=== Begin Enclosure ===
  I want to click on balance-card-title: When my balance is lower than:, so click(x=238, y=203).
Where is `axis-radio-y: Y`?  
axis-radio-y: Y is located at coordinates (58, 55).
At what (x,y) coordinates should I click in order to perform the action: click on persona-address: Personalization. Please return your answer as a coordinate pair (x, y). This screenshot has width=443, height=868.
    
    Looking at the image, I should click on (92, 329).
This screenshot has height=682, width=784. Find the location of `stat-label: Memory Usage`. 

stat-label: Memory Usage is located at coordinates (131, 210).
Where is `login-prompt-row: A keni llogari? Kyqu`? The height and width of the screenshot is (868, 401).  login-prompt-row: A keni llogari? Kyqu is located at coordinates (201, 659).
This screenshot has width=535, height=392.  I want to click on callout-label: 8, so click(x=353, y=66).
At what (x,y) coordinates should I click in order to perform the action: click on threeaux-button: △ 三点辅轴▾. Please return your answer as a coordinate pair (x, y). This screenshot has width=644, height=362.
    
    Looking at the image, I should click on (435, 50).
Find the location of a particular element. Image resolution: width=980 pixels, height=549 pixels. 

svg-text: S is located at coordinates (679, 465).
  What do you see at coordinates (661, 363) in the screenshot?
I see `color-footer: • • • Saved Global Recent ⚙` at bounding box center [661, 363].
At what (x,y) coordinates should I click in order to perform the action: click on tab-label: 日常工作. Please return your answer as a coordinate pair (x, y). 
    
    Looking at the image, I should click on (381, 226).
=== End Enclosure ===
=== Begin Enclosure ===
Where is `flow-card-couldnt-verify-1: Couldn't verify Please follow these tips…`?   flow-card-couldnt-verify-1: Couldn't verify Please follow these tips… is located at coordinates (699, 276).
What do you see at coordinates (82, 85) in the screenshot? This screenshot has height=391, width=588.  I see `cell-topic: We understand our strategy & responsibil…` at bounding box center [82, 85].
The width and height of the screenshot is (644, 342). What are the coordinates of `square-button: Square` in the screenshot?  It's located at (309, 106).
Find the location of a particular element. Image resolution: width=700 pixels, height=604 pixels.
=== End Enclosure ===
Work required →
Repeat word for word the lines above that run from the line containing "What do you see at coordinates (82, 85)" through the line containing "The width and", both ends included, and nothing else.

Finished task →
What do you see at coordinates (82, 85) in the screenshot? This screenshot has height=391, width=588.  I see `cell-topic: We understand our strategy & responsibil…` at bounding box center [82, 85].
The width and height of the screenshot is (644, 342). What are the coordinates of `square-button: Square` in the screenshot?  It's located at (309, 106).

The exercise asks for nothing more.